Tuesday, November 22, 2005

Natural Law and Divine Command

Jim Ryan argues that natural law theory is a divine command theory. I think his argument misses the point that for the natural law theorist the primary issue for human beings is not biological function but rationality, and, in particular, what is involved in being a rational animal. The natural law theorist isn't appealing to divine choice at all but ultimately to truths deemed necessary. A natural law in the strict sense is just a conclusion that follows from Good is to be sought and evil is to be shunned and other necessary principles, when we add the relevant facts; a natural law in the weaker sense is a principle that has to be followed because its contradictory is conducive to violating a natural law. So for a real natural law theorist, assuming we have a natural law theorist who thinks homosexuality violates natural law, the complaint about homosexuality would not be that we have certain biological functions, but that it is irrational; and one of the reasons a natural law theorist might give for that is an argument about what role biological function should have in our practical reasoning. So the natural law theorist is not pointing to an arbitrary decision in the way a divine command theorist is; he is arguing for what would be, if he is right, a general and universal principle of practical reason. God, in fact, only enters into the matter in the sense that natural reason participates eternal reason. In other words, God's choice only enters into it in that He chose to create beings who were rational. The moral force of the dictates is derived from reason, not from divine intentions about biology, although divine intentions might be relevant to determining how serious the violation of reason is.

Natural law theory is not a specific morality; it is a theory of law that (1) understands law to be a promulgated dictate of practical reason having authority; (2) holds that there is a higher law than positive law, namely, the moral dictates of practical reason; and (3) regards the principles of the higher law as being universal, for the same reason that any principle of reason is universal: anyone who violates the principle violates reason. This is why any charge of 'naturalistic fallacy' against the natural law theorist is absurd in the first place; the natural law theorist doesn't consider nature as such, but reason. In the face of the charge, the natural law theorist doesn't have to retreat to divine intentions, but simply to point out that the person making the charge is effectively making the absurd demand that morality have nothing to do with practical reason.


Problem:
Gather all lines with "title" from the records.

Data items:
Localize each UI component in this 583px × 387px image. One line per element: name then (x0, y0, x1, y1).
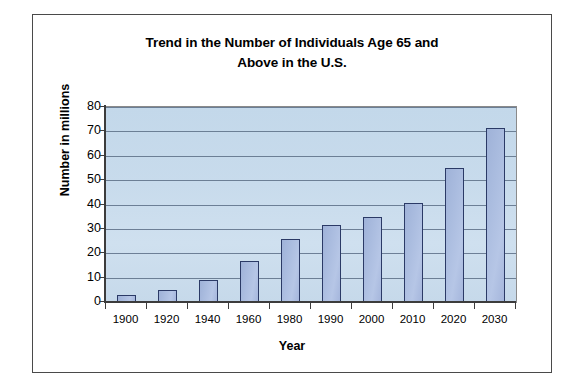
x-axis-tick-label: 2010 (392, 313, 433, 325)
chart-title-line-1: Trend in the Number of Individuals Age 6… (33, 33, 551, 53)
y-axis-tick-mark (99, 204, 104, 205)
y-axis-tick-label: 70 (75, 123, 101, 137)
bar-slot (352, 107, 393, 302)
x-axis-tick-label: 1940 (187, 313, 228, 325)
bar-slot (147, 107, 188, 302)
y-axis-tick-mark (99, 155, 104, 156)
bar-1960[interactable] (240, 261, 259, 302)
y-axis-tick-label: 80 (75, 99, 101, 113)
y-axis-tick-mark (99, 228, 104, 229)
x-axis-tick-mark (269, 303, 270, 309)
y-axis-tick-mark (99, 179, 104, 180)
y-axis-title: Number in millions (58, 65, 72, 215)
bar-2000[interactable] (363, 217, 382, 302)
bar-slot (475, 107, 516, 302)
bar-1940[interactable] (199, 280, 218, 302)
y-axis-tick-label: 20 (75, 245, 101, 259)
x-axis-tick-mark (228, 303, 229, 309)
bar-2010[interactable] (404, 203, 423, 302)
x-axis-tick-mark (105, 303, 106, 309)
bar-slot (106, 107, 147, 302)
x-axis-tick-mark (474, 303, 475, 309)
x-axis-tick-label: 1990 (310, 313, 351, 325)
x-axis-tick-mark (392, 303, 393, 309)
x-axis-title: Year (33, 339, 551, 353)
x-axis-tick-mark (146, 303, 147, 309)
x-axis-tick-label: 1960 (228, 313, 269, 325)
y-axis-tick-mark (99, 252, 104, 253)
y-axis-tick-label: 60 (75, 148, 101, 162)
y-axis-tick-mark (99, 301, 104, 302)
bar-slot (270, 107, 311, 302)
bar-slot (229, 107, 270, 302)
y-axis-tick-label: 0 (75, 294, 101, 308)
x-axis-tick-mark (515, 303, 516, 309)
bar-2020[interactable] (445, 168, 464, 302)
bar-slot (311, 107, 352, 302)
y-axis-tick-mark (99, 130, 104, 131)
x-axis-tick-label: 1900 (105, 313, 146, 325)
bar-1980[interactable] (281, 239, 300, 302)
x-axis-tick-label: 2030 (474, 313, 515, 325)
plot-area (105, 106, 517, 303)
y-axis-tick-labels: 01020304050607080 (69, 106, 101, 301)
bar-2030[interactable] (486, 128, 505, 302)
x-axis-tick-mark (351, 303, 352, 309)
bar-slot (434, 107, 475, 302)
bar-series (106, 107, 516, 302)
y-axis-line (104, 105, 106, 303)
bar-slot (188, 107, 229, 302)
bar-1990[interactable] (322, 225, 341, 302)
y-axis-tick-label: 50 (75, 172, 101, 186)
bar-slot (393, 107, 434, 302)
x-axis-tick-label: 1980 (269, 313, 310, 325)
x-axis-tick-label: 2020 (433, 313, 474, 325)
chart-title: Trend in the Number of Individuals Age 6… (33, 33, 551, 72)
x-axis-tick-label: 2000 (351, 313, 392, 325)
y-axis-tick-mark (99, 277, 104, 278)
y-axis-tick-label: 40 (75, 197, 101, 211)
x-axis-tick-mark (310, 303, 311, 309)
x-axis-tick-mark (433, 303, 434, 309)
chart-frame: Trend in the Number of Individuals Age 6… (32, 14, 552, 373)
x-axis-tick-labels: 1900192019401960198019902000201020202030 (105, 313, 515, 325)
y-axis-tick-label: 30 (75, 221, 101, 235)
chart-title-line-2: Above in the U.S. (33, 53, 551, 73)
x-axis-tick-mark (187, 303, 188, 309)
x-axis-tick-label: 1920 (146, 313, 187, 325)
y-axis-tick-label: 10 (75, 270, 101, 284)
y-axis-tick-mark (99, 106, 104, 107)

--

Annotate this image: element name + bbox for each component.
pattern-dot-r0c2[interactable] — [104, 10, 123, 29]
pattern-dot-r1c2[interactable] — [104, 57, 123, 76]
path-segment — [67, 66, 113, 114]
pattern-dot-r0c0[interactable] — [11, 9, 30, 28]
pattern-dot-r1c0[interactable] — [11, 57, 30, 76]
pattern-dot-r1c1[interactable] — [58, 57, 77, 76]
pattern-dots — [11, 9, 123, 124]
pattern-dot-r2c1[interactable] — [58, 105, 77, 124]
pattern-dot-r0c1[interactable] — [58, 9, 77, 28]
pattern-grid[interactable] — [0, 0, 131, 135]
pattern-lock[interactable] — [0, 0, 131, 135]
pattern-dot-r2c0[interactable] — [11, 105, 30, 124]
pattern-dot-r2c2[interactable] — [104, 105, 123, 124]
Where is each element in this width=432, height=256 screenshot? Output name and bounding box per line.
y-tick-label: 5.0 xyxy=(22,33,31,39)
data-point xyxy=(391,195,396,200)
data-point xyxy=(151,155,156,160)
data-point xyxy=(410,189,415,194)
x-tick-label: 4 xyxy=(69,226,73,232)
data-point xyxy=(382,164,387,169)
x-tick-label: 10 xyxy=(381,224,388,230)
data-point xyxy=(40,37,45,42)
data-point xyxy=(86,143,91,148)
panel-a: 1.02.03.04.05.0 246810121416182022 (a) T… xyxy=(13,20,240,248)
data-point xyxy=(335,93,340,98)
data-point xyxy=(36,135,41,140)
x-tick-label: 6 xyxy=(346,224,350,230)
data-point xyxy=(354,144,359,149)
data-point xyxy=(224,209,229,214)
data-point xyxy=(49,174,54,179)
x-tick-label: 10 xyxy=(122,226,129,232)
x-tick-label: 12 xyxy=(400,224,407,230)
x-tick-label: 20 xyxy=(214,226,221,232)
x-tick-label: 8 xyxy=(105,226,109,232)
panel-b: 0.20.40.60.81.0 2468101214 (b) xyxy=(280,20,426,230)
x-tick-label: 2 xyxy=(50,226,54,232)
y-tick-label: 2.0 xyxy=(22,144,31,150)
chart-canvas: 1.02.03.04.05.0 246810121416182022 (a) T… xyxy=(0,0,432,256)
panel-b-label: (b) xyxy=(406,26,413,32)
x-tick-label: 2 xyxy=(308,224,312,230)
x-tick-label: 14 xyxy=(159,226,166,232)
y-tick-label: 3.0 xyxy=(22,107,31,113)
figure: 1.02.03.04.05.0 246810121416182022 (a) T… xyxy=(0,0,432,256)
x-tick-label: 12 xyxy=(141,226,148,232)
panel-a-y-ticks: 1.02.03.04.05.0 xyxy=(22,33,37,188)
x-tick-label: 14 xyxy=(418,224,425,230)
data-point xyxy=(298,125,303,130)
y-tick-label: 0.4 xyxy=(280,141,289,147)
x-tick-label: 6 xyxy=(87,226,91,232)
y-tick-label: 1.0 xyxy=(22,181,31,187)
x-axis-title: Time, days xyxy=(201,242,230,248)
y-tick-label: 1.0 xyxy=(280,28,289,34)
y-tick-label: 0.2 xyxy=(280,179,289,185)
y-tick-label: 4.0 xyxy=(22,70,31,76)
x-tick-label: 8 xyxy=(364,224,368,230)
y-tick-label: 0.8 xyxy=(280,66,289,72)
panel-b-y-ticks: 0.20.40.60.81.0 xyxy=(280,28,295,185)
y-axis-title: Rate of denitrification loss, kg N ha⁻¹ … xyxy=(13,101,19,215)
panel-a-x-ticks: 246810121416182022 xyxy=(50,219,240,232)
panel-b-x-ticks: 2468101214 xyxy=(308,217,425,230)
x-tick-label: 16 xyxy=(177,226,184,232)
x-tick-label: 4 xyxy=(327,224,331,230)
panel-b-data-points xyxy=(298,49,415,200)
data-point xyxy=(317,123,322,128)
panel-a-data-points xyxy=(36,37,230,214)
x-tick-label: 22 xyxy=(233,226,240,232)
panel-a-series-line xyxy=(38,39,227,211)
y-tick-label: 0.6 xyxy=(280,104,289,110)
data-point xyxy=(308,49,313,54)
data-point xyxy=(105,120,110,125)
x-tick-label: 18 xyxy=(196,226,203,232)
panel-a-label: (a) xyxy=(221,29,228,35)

Response:
chart-title-line-1: Trend in the Number of Individuals Age 6… (33, 33, 551, 53)
y-axis-title: Number in millions (58, 65, 72, 215)
x-axis-title: Year (33, 339, 551, 353)
chart-title: Trend in the Number of Individuals Age 6… (33, 33, 551, 72)
chart-title-line-2: Above in the U.S. (33, 53, 551, 73)
x-axis-title: Time, days xyxy=(201,242,230,248)
y-axis-title: Rate of denitrification loss, kg N ha⁻¹ … xyxy=(13,101,19,215)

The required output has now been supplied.